Title: Writing or Document Desk
Location: Spain, Eibar
Materials: iron, gold damascene, tortoiseshell, wood, wood veneer
Dimensions: 75.5 x 123.5 x 42.5 cm
Accession Number: ZUL 105
Other Notes:
The case of this desk is of wood covered with figured rosewood veneer and satinwood banded borders. The interior is fitted with forty-four shallow drawers whose fronts are enamelled in intricate baroque floral patterns in red, green, and gold over a silvered ground. The drawer fronts are framed by a gold relief moulding, and have damascened button pulls.
The desk is made to sit on a table in the manner of a traditional Spanish vargueño or fall-front writing-desk, after which it has obviously been modelled. The vargueño was an important and decorative furnishing, popular in Spain during the sixteenth and seventeenth centuries. While its traditional walnut exterior with iron trim was severe, its many interior drawer fronts were extremely elaborate, often being decorated with carved, painted, and gilded bone or staghorn. The vargueño continued in use during the eighteenth century, when it was gradually replaced by the writing-desk of international style. Eighteenth-century examples responded to the neoclassical style, although the most common formula for the interior was drawer fronts covered with a staghorn or bone veneer, often with floral tracery, red-stained tortoiseshell veneer, and a black relief-moulded border around the drawer fronts. The woodwork was stained or enamelled black.

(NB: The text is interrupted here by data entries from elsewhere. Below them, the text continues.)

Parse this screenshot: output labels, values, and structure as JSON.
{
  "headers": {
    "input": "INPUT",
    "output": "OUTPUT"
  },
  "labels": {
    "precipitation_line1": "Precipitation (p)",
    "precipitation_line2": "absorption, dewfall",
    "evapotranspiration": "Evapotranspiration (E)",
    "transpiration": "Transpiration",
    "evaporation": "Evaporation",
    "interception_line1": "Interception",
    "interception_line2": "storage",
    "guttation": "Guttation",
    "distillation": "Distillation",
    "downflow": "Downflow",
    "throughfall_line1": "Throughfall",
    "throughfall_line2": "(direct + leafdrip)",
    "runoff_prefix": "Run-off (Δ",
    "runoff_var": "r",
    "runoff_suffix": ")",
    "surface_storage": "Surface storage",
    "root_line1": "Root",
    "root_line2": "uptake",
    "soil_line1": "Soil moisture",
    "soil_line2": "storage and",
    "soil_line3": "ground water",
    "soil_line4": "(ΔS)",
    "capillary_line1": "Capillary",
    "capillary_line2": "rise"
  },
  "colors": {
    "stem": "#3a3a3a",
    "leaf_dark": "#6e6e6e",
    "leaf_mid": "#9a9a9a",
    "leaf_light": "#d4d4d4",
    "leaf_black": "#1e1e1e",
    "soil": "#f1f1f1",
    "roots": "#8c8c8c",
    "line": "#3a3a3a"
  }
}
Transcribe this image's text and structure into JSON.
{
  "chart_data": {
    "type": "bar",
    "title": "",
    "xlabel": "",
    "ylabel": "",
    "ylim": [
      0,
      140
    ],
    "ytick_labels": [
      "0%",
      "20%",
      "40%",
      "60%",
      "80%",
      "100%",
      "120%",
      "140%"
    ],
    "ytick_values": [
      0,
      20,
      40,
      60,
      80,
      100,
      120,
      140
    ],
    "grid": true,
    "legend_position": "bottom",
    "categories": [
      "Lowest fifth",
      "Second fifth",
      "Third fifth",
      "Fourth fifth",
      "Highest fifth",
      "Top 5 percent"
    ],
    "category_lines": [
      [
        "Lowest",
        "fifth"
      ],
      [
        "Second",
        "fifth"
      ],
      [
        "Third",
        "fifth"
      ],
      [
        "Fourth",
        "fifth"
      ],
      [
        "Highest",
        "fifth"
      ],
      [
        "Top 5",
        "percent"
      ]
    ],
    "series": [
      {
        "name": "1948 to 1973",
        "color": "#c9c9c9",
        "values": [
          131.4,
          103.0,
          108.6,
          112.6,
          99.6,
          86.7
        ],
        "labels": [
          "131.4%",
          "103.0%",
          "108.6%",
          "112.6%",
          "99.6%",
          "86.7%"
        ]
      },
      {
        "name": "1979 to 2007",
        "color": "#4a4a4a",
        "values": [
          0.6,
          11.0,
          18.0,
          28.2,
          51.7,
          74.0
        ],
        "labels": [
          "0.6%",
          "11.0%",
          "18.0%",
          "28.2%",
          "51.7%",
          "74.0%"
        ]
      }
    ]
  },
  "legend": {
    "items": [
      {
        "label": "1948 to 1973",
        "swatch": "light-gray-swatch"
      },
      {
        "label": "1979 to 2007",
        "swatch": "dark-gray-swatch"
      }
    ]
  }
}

During the three centuries the vargueño retained its popularity, it was most often mounted upon its own small table fitted with two sliding pulls to support the heavy drop front which served as the writing surface.
Plácido's writing-desk, by virtue of its materials, is a departure from his accustomed repertoire, and since ‘Señor Zuloaga is a metal-worker and not a wood-carver’ (see The Zuloagas of Eibar), it seems safe to consider it a rather special commission. Its construction would have required subcontracting of specialists for the woodwork and veneer, and for the preparation and application of the tortoiseshell.
While the appearance of the desk suggests an eighteenth-century vargueño, the figured wood veneer and banding are more appropriate to Fernandine (Fernando VII, 1808, 1814-33) or early Isabeline (Isabel II 1833-68) furniture. This piece is unrecorded, unless it may be identified with the chest and table Mujica (see Monografía histórica de la Villa de Eibar) describes, without having seen it, as ‘all enamelled in red and yellow, and so well made that even the most informed consider it as coming from India’. Unlike earlier desks of this type, this has the pull-supports for the drop-front incorporated into its own base, suggesting that it was never intended to have a matching table, although one has later been associated with it.
Bibliography:
J. D. Lavin (ed.), The Art and Tradition of the Zuloagas: Spanish Damascene from the Khalili Collection, Oxford 1997, cat. 18, pp.106–9.